For all of the plans you make and the precautionary measures that you take throughout your life, there are two things you simply cannot escape from: death and taxes. Many in Shillington might tell you that the two go hand-in-hand. Indeed, several of those that come to see us here at Huckabee, Weiler & Levengood, P.C. are concerned that much of their estates will go towards paying estate taxes (leaving little to actually go to their beneficiaries). While it is true that there in an estate tax, you should not that there are ways to avoid having to pay it.
First and foremost, however, you should know whether or not you will even be required to. Per Forbes Magazine, the estate tax threshold for 2018 is $5.6 million per individual. What this means is that if the taxable portion of your estate is not above that amount, you (or more correctly, your beneficiaries) are exempt from having to pay federal estate taxes.
Yet even if your estate exceeds the threshold amount, there is still a way to protect a good portion of it. If your spouse survives you, you can gift them the entire amount of your estate up to the estate tax threshold. Be careful, however, in doing this, as it could then push the value of their estate into the taxable area. What you need to do is have instruct your spouse to file an estate tax return the year you die claiming portability. This allows them to claim the unused portion of your exemption and combine it with theirs. Doing so would allow the two of you together to shield up to $11.2 million from estate taxes.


PROBLEM TO SOLVE: The answer is every line in the data below that contains the word "ylabel".
SOURCE INFORMATION section start
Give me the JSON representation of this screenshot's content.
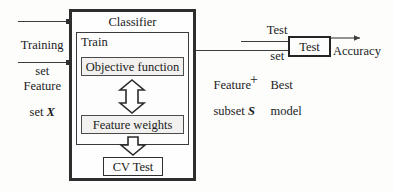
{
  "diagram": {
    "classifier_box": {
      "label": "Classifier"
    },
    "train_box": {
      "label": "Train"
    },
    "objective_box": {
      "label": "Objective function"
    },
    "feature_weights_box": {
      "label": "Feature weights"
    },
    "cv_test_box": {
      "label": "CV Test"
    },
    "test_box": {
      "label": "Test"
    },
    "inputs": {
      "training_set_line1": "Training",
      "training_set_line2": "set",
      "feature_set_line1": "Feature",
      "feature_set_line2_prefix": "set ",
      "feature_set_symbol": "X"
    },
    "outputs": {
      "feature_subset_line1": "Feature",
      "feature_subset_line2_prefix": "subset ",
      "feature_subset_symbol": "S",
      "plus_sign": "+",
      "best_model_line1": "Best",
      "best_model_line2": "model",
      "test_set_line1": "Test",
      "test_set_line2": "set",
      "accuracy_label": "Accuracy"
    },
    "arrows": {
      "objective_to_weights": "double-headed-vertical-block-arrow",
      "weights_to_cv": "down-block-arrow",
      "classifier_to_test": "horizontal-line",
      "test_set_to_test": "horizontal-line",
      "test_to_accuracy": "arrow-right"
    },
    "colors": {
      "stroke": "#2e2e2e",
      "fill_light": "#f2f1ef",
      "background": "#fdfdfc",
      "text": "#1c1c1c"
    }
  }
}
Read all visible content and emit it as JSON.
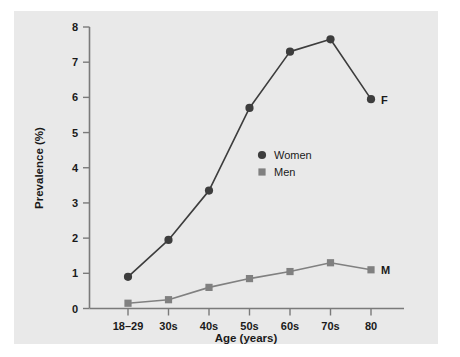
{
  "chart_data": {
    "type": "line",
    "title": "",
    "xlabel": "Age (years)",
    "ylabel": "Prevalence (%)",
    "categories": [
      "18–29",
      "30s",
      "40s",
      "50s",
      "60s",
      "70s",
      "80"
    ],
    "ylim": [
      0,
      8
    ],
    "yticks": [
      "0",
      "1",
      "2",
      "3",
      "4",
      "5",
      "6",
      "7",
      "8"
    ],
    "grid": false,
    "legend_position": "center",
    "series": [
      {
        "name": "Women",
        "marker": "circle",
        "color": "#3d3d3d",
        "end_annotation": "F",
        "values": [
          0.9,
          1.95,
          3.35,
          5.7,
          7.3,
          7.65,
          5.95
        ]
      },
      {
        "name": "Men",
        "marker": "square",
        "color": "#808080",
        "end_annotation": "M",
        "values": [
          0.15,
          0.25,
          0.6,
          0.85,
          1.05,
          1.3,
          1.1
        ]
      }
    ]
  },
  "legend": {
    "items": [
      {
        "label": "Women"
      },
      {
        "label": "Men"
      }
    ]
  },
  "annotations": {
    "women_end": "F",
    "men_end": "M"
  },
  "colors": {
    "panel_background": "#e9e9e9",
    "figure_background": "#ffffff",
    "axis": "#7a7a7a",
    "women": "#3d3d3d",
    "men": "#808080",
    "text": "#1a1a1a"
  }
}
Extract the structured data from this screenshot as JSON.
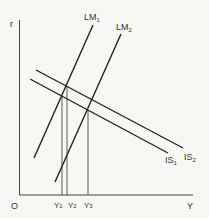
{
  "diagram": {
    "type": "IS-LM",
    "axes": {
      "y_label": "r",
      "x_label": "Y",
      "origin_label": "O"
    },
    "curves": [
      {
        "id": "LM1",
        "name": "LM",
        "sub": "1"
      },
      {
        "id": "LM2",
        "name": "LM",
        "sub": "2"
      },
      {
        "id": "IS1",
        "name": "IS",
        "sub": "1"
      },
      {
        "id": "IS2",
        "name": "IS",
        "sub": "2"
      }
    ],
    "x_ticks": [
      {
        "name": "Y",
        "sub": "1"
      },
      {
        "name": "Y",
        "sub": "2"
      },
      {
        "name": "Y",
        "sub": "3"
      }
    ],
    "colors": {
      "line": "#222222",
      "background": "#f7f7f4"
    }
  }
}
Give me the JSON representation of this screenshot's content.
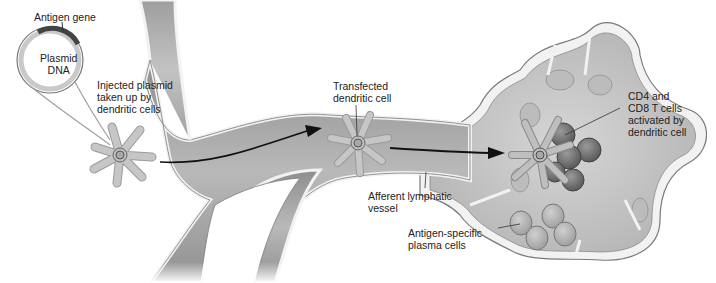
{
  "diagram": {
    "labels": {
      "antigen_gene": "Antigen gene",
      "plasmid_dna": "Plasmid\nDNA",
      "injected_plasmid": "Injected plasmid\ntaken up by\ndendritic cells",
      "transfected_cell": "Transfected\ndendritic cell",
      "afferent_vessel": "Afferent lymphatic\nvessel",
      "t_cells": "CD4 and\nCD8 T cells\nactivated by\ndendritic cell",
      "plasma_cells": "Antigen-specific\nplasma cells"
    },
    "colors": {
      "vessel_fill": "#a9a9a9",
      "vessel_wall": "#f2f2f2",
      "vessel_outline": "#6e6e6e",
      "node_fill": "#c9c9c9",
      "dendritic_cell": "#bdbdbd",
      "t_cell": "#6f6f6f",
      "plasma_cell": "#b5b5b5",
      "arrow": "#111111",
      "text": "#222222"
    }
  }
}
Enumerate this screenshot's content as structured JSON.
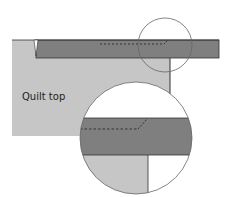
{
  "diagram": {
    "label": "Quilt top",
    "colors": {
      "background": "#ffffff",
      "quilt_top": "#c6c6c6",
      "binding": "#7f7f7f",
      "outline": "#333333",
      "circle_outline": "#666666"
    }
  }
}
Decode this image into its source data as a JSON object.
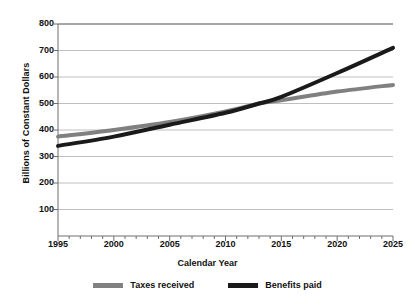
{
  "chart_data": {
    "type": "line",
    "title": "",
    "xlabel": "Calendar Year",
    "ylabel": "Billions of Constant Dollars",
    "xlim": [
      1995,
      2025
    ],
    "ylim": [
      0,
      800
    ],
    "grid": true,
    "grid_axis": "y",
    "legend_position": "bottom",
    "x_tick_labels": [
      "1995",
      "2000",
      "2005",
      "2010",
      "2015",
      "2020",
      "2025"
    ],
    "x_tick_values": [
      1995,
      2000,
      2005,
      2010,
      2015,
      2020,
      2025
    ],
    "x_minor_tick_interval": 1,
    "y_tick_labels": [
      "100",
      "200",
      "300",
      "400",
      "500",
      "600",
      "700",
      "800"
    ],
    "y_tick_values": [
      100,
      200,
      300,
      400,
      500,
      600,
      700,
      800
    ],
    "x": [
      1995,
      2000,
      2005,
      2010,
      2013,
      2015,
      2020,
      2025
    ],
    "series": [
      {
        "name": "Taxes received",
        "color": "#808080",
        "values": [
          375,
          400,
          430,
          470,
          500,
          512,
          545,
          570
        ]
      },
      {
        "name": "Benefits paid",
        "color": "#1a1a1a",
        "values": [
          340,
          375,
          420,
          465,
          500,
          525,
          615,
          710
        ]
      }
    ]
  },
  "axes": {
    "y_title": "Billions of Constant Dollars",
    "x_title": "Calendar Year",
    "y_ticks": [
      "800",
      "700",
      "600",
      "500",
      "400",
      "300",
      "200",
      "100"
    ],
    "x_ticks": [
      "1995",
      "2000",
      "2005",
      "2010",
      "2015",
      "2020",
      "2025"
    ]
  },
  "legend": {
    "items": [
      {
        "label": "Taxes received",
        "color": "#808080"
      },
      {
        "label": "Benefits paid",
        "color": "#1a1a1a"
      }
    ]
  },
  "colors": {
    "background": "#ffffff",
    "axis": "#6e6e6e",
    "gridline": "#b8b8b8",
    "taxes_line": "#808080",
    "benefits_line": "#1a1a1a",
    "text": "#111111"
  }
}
SOURCE INFORMATION section end
SOURCE INFORMATION section start
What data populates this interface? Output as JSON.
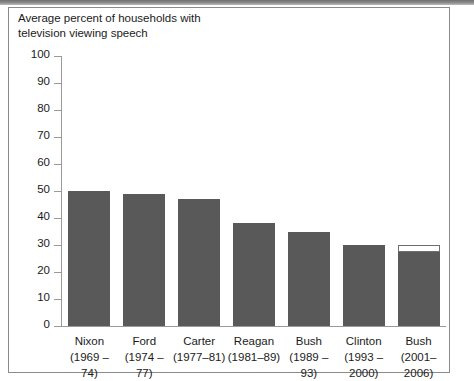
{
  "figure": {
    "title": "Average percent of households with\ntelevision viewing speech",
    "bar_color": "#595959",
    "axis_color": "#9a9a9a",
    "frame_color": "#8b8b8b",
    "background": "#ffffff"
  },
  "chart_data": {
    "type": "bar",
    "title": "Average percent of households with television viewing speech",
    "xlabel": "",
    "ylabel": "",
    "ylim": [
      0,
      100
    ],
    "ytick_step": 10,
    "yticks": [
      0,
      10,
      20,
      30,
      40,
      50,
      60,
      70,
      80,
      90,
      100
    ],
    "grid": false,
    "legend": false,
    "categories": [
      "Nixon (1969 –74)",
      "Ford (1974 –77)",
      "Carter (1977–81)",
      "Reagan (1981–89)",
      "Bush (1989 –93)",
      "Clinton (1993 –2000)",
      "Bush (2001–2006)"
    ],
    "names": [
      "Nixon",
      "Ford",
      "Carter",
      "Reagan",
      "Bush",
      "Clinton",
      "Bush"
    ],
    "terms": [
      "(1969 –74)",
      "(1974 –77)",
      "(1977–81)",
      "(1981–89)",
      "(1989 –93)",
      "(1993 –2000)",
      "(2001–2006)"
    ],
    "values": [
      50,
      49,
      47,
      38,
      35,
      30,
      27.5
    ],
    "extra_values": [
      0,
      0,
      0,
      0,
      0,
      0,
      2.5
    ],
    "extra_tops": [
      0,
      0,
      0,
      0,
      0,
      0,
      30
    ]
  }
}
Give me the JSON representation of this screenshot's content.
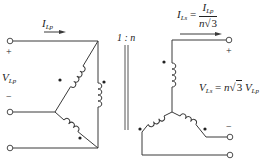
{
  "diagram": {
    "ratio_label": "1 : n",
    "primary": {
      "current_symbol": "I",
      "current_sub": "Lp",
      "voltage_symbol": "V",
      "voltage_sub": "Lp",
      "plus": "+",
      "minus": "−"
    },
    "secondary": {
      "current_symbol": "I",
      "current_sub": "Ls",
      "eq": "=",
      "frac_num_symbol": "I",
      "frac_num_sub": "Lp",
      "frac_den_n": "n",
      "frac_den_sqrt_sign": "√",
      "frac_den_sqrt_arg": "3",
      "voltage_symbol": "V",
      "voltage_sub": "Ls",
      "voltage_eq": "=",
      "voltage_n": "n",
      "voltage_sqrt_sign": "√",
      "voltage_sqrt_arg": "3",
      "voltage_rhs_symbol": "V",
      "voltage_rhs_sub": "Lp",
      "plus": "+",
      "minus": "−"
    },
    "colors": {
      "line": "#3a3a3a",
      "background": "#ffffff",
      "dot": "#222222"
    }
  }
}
SOURCE INFORMATION section end
TASK OUTPUT:
    "ylabel": "Prevalence (%)",
    "ylabel": "Billions of Constant Dollars",
    "ylabel": "",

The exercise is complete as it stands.